Why do people stop listening? Well, first of all, we speak too long. We all tend to speak too long. The second area is that we talk about features, not benefits. What do we mean by that? Whenever we're talking to someone, they are always looking; there's a radar that's on their heads, and that radar is tuned to what I refer to as WITMFM; what's in this message for me? They're looking for those signals, and they're looking for those early on. So, marketers would tell us that we don't talk about features, we talk about benefits, but in speaking responsibly, give people cues, clear cues, as to why this conversation might benefit them, rather than just talking about whatever, because we can take people out into the forest, but if they don't really see the crumb trail to get to the desired location, and that crumb trail is really about why should I take this journey with you? And it's really about understanding what is in this message for me. 

The reasons people stop listening, the major ones, are that we speak too long, we talk about features and benefits, and then thirdly, we provide solutions to their problems before they ask for it. My wife says, I didn't ask you to fix this; I just want you to listen. I'm sure that none of you other guys have ever heard that. But it's so classic, and what it really communicates is that I'm not listening and I'm not proving to her that I've heard what she’s said, at least not significantly. 

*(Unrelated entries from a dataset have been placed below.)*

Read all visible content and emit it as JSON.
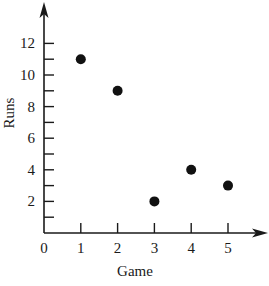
{
  "chart_data": {
    "type": "scatter",
    "title": "",
    "xlabel": "Game",
    "ylabel": "Runs",
    "x": [
      1,
      2,
      3,
      4,
      5
    ],
    "y": [
      11,
      9,
      2,
      4,
      3
    ],
    "points": [
      {
        "game": 1,
        "runs": 11
      },
      {
        "game": 2,
        "runs": 9
      },
      {
        "game": 3,
        "runs": 2
      },
      {
        "game": 4,
        "runs": 4
      },
      {
        "game": 5,
        "runs": 3
      }
    ],
    "xlim": [
      0,
      6
    ],
    "ylim": [
      0,
      13
    ],
    "x_ticks": [
      1,
      2,
      3,
      4,
      5
    ],
    "x_tick_labels": [
      "0",
      "1",
      "2",
      "3",
      "4",
      "5"
    ],
    "y_ticks": [
      1,
      2,
      3,
      4,
      5,
      6,
      7,
      8,
      9,
      10,
      11,
      12
    ],
    "y_tick_labels": [
      "2",
      "4",
      "6",
      "8",
      "10",
      "12"
    ],
    "grid": false,
    "legend": null,
    "marker_color": "#111111",
    "axis_color": "#1a1a1a"
  }
}
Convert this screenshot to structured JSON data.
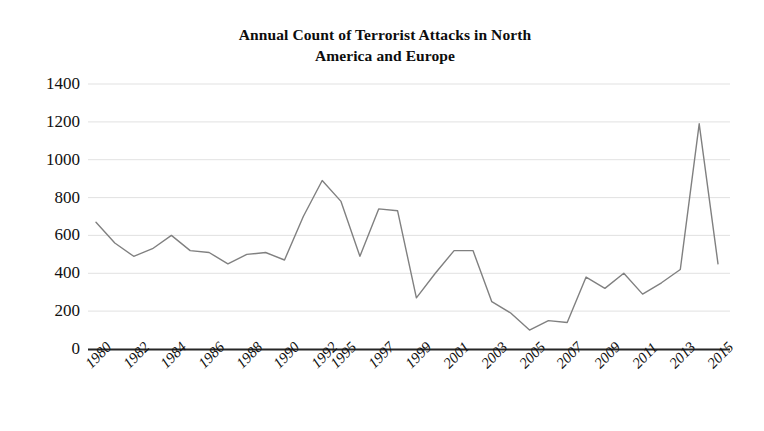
{
  "chart_data": {
    "type": "line",
    "title": "Annual Count of Terrorist Attacks in North America and Europe",
    "title_line1": "Annual Count of Terrorist Attacks in North",
    "title_line2": "America and Europe",
    "xlabel": "",
    "ylabel": "",
    "ylim": [
      0,
      1400
    ],
    "ytick_step": 200,
    "grid": true,
    "legend": "none",
    "line_color": "#808080",
    "axis_color": "#262626",
    "gridline_color": "#d9d9d9",
    "yticks": [
      "1400",
      "1200",
      "1000",
      "800",
      "600",
      "400",
      "200",
      "0"
    ],
    "ytick_values": [
      1400,
      1200,
      1000,
      800,
      600,
      400,
      200,
      0
    ],
    "categories": [
      "1980",
      "1981",
      "1982",
      "1983",
      "1984",
      "1985",
      "1986",
      "1987",
      "1988",
      "1989",
      "1990",
      "1991",
      "1992",
      "1995",
      "1996",
      "1997",
      "1998",
      "1999",
      "2000",
      "2001",
      "2002",
      "2003",
      "2004",
      "2005",
      "2006",
      "2007",
      "2008",
      "2009",
      "2010",
      "2011",
      "2012",
      "2013",
      "2014",
      "2015"
    ],
    "xtick_labels_shown": [
      "1980",
      "1982",
      "1984",
      "1986",
      "1988",
      "1990",
      "1992",
      "1995",
      "1997",
      "1999",
      "2001",
      "2003",
      "2005",
      "2007",
      "2009",
      "2011",
      "2013",
      "2015"
    ],
    "values": [
      670,
      560,
      490,
      530,
      600,
      520,
      510,
      450,
      500,
      510,
      470,
      700,
      890,
      780,
      490,
      740,
      730,
      270,
      400,
      520,
      520,
      250,
      190,
      100,
      150,
      140,
      380,
      320,
      400,
      290,
      350,
      420,
      1190,
      450
    ]
  }
}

So, here are some strategies, and with these strategies we'll just wrap this up very, very quickly. Minimize the listener’s expenditure of energy. How do you do that? Well, you speak in short segments, number one, before stopping and seeking whether they're hearing you, and again, a simple device is ‘what have you heard me say?’ ‘Let me talk with you through that to make sure that I'm communicating well.’ Simple devices, but very, very powerful when it comes to conflict, particularly. 

Secondly, provide 30% of the information you know. One of the critical issues is that when we move into these kinds of personal encounters, we tend to want to come with our whole arsenal ready and cocked and loaded and ready to fire and just unload the whole gun. But the reality is, if we’ll dial that back and be very selective in what we share, so that's 30% -- has got to be the right 30% -- but to reduce the load that we place upon the other person, there's a higher likelihood that we're going to get a better reception to that. Does that make sense to you? Is that clear? It's amazing when I've begun to think in that way; I don't always succeed, but when I've begun to think in that way, about speaking in short segments and then providing 30%, it's absolutely amazing how that works with people, their capacity to grab it. 

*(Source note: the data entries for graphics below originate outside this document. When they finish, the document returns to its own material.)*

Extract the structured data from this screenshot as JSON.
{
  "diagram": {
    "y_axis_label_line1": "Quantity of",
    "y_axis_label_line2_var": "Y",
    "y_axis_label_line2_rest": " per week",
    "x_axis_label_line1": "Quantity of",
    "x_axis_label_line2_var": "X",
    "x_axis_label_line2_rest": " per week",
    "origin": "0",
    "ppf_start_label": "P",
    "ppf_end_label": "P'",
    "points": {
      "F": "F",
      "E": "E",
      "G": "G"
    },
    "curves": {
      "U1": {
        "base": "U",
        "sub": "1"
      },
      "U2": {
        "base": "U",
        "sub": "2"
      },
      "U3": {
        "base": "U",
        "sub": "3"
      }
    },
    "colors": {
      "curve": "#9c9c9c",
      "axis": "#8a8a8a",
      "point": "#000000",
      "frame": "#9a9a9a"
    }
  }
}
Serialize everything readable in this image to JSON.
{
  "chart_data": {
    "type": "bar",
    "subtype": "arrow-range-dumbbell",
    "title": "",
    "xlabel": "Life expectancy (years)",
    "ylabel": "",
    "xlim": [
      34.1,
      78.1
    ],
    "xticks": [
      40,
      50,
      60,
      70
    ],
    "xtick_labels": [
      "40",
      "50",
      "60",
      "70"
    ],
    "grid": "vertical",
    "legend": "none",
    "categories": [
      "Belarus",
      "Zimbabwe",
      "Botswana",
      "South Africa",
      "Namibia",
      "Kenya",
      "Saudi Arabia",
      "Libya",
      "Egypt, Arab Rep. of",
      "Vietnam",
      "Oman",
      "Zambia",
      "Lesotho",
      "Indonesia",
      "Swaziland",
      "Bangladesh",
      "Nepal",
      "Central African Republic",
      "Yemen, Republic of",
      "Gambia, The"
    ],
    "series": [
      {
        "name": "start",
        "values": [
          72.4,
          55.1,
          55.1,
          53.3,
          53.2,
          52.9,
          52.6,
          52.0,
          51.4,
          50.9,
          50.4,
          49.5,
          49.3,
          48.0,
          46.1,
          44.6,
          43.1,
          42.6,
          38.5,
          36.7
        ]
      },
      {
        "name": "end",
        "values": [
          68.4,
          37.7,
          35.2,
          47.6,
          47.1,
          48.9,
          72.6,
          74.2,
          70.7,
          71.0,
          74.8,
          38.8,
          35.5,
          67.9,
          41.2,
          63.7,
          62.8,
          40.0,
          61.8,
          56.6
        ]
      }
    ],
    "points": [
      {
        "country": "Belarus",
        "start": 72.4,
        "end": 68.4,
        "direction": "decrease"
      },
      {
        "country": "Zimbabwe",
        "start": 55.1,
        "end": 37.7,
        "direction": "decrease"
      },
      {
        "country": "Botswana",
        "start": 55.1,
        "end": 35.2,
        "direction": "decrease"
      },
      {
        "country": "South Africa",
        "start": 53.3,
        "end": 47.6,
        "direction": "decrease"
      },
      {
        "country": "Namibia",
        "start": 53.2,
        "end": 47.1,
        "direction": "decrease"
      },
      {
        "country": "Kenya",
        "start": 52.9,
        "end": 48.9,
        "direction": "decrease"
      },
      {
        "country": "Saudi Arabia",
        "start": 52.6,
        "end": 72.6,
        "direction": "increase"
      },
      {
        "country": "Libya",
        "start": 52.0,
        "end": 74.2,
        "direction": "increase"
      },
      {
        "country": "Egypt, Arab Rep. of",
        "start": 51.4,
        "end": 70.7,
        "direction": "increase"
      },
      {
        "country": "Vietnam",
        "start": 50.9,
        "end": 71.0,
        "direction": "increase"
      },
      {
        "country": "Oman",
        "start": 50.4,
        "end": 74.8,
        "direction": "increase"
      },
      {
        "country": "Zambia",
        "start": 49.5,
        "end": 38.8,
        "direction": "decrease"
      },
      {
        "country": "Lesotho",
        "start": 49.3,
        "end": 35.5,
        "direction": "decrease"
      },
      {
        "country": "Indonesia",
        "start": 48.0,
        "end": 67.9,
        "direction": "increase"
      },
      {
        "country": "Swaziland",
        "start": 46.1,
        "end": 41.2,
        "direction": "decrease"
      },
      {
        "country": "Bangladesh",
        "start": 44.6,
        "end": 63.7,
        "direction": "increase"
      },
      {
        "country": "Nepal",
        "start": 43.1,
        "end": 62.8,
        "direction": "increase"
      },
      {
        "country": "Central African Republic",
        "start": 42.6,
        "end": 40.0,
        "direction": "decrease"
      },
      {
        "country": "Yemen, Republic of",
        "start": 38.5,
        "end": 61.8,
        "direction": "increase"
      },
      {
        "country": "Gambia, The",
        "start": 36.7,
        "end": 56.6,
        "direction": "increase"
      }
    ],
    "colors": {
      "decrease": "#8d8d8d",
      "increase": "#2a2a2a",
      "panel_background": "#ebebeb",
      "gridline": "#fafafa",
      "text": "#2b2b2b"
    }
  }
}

So, the second is develop the listener’s motivation to respond truthfully to you, and the way to do that is check for your listener’s understanding continually, again -- it's back to what you just said, Sam -- and then secondly, acknowledge your listener’s differences. Allow them to think differently than you, and the reason this is in here is because we leaders tend to want to mold people into our likeness when we're in conflict. If they don't think the way that we think, somehow we want to somehow force them into that mold, and when we acknowledge that we're different people, that in itself can create a framework for healthy discussion. 

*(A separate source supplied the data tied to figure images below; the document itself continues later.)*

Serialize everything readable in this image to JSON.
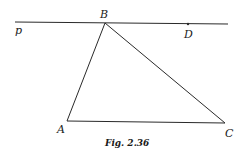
{
  "figure": {
    "caption": "Fig. 2.36",
    "colors": {
      "stroke": "#2a2a2a",
      "text": "#1a1a1a",
      "background": "#ffffff"
    },
    "line_p": {
      "label": "p",
      "x1": 15,
      "y1": 22,
      "x2": 228,
      "y2": 24
    },
    "points": {
      "A": {
        "label": "A",
        "x": 67,
        "y": 121
      },
      "B": {
        "label": "B",
        "x": 105,
        "y": 23
      },
      "C": {
        "label": "C",
        "x": 225,
        "y": 123
      },
      "D": {
        "label": "D",
        "x": 188,
        "y": 24
      }
    },
    "segments": [
      "AB",
      "BC",
      "AC"
    ]
  }
}
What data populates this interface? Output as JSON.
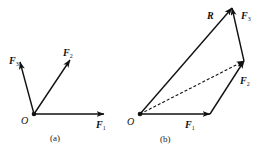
{
  "figure_a": {
    "caption": "(a)",
    "origin_label": "O",
    "vectors": [
      {
        "name": "F",
        "sub": "1",
        "from": [
          34,
          114
        ],
        "to": [
          104,
          114
        ]
      },
      {
        "name": "F",
        "sub": "2",
        "from": [
          34,
          114
        ],
        "to": [
          70,
          60
        ]
      },
      {
        "name": "F",
        "sub": "3",
        "from": [
          34,
          114
        ],
        "to": [
          20,
          62
        ]
      }
    ]
  },
  "figure_b": {
    "caption": "(b)",
    "origin_label": "O",
    "vectors": [
      {
        "name": "F",
        "sub": "1",
        "from": [
          140,
          114
        ],
        "to": [
          210,
          114
        ]
      },
      {
        "name": "F",
        "sub": "2",
        "from": [
          210,
          114
        ],
        "to": [
          244,
          61
        ]
      },
      {
        "name": "F",
        "sub": "3",
        "from": [
          244,
          61
        ],
        "to": [
          232,
          8
        ]
      },
      {
        "name": "R",
        "sub": "",
        "from": [
          140,
          114
        ],
        "to": [
          232,
          8
        ]
      }
    ],
    "dashed_resultant": {
      "from": [
        140,
        114
      ],
      "to": [
        244,
        61
      ]
    }
  },
  "labels": {
    "F": "F",
    "R": "R",
    "sub1": "1",
    "sub2": "2",
    "sub3": "3"
  },
  "colors": {
    "stroke": "#111111",
    "background": "#ffffff"
  }
}
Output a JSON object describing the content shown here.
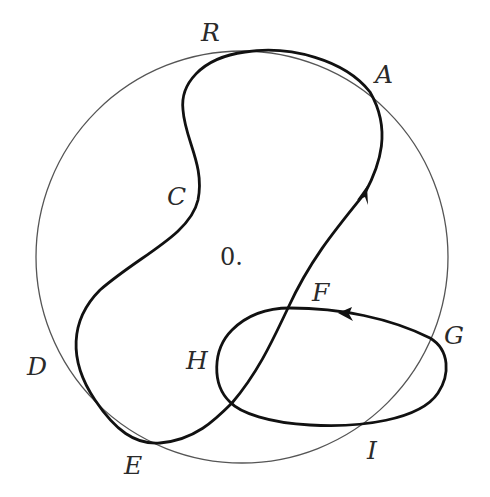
{
  "diagram": {
    "origin_label": "0.",
    "points": [
      {
        "id": "R",
        "label": "R"
      },
      {
        "id": "A",
        "label": "A"
      },
      {
        "id": "C",
        "label": "C"
      },
      {
        "id": "D",
        "label": "D"
      },
      {
        "id": "E",
        "label": "E"
      },
      {
        "id": "F",
        "label": "F"
      },
      {
        "id": "G",
        "label": "G"
      },
      {
        "id": "H",
        "label": "H"
      },
      {
        "id": "I",
        "label": "I"
      }
    ],
    "arrows": [
      {
        "id": "arrow-upward",
        "direction": "up-right"
      },
      {
        "id": "arrow-loop",
        "direction": "left"
      }
    ],
    "colors": {
      "circle": "#555555",
      "curve": "#111111",
      "text": "#2a2a2a",
      "background": "#ffffff"
    }
  }
}
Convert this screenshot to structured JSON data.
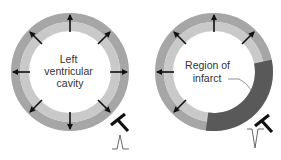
{
  "diagram": {
    "panels": [
      {
        "name": "normal",
        "label_lines": [
          "Left",
          "ventricular",
          "cavity"
        ],
        "ecg_wave": "upright-spike",
        "electrode": "T-shaped-electrode"
      },
      {
        "name": "infarct",
        "label_lines": [
          "Region of",
          "infarct"
        ],
        "ecg_wave": "inverted-spike",
        "electrode": "T-shaped-electrode"
      }
    ],
    "colors": {
      "outer_wall": "#a6a6a6",
      "inner_wall": "#c9c9c9",
      "infarct": "#595959",
      "arrows": "#111111",
      "text": "#333333"
    }
  }
}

So, here's the final point: “If you want things to come out the way you think they should, you probably are the best person to improve the chances that they will. By taking responsibility, you gain the right to influence the outcome.” And that's why this responsibility issue is so important. I mean, we can talk all around that and say, well, people won't do this or people won't do that, but if we take the responsibility, we have a lot higher potential of things turning out the way that we hope they will.